Editor’s Note: Everything in this historical post is in the public domain.
By James Hoyt
You have been told so often how to plank a shad that it seems idle for me to talk about it at all. But there are planked shad and planked shad, and you know nothing of the properly prepared delicacy until you try it in the Thompson mode. The oaken planks use are thirty inches long, twenty inches wide and two and one-half inches thick. They are used over and over again, and the more frequently they are employed the better they become until they have been charred too much. A plank is first heated in an oven, and then the split fish is nailed to it and placed at a sharp angle before a brisk fire. It takes about half an hour to cook a six-pound shad, and during that time the board is frequently reversed from top to bottom, and the fish is basted almost continuously with the best gilt-edge butter. The latter operation requires the utmost care, for upon it depends much of the success of the planker.
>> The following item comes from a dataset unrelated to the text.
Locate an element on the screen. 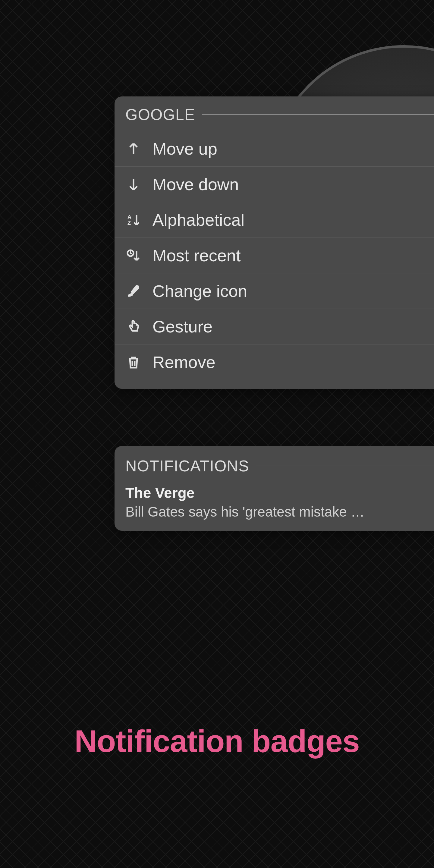 This screenshot has height=868, width=434. arrow-down-icon is located at coordinates (133, 185).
“The prophetic eye of appetite” glistened expectantly as the fish, still upon the charred board, was placed upon the table. And say! wasn’t it delicious? Better than shad from anywhere else? Why, of course it was, you gillie. It must be confessed, however, that in these days of fast railroad transportation the Southern shad is not to be sneezed at. A few years ago, when they first came numerously into our market, they did not tickle the palate greatly. By the time they reached our kitchens the fish were too stale to be thoroughly sweet and enjoyable.
Nowadays, however, the Southern shad reaches this city the day after it is caught, and is not to be despised. Last February I ate planked North Carolina shad that was very delicious, but the meat lacked the firmness of our Delaware product. In fact, that is the defect of all Southern fish, the warmer waters of that region making the flesh flabby and soft. For that reason the Delaware shad will always excel in delicacy his Southern brother.
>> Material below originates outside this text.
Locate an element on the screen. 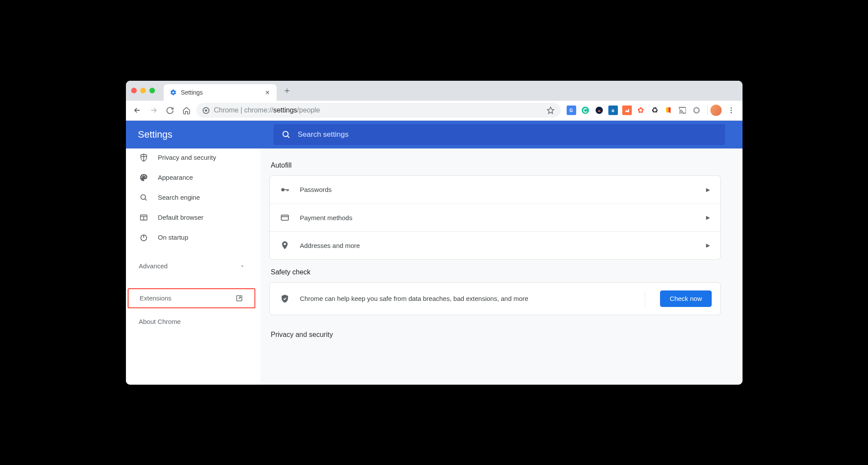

The former is absolutely incomparable, unless I except the shad of the upper Susquehanna. The fish caught at Columbia are, I think, slightly superior to those seined at Gloucester. The reasons for this are two-fold: In the first place the turbulent Susquehanna is crowded with fishways. Only the hardiest and finest fish can jump them, and consequently the prizes caught at Columbia fisheries make very small catches compared with those at Gloucester, and, having plenty of time on their hands, they cut the gills of each fish as it is caught and bleed it. They contend that this makes the meat much sweeter. There still lingers fondly in my memory the recollection of a fish treated in that way and served on Colonel Duffy’s hospitable table in his Marietta residence.
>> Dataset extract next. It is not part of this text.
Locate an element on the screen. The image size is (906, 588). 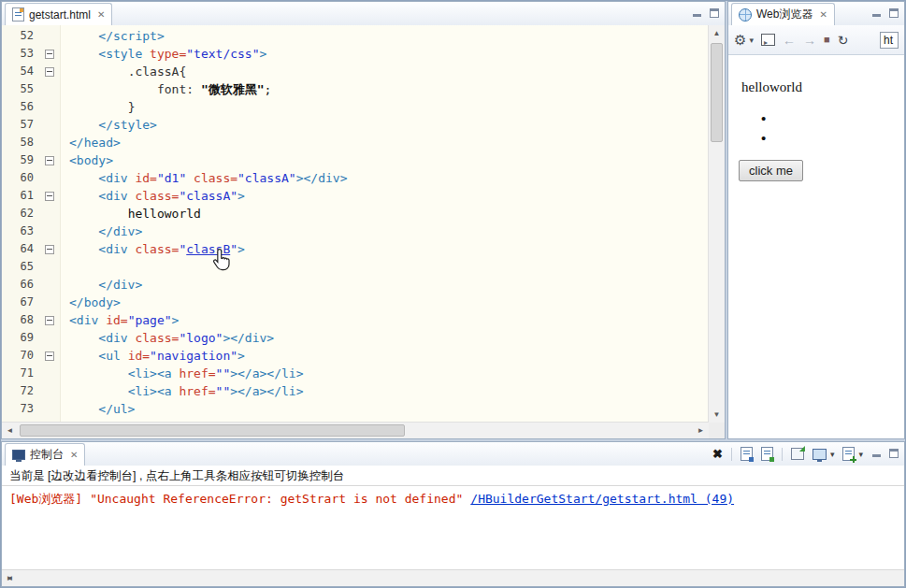
display-console-icon is located at coordinates (819, 454).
Planking Shad, Maryland, 1890. Photographer unknown.
But I have left that planked shad of Thompson’s on the dinner table, and if we don’t return to it, it will be cold, and cold fish is an abomination that all honest persons abhor. How did it taste? Well, if you have ever eaten planked shad at Washington Park, you know that no mortal ever possessed the gift to describe its gustatory charms.
Of course, some of you will curl your lips and sneeringly mutter, “bones.” Well, my dear children, I don’t wish to impair my character for veracity. Delaware shad don’t have any bones; at least they don’t appear to have any. A deft servitor, with a rapid movement of the knife and fork and a neat turn of the wrist, removes in a twinkling the backbone from the fish, and attached to it are nearly all the other needle-like splinters that infest the shad carcass. I assure you that movement of the Washington Park waiter is a revelation to a man who has choked on the secreted shad bone.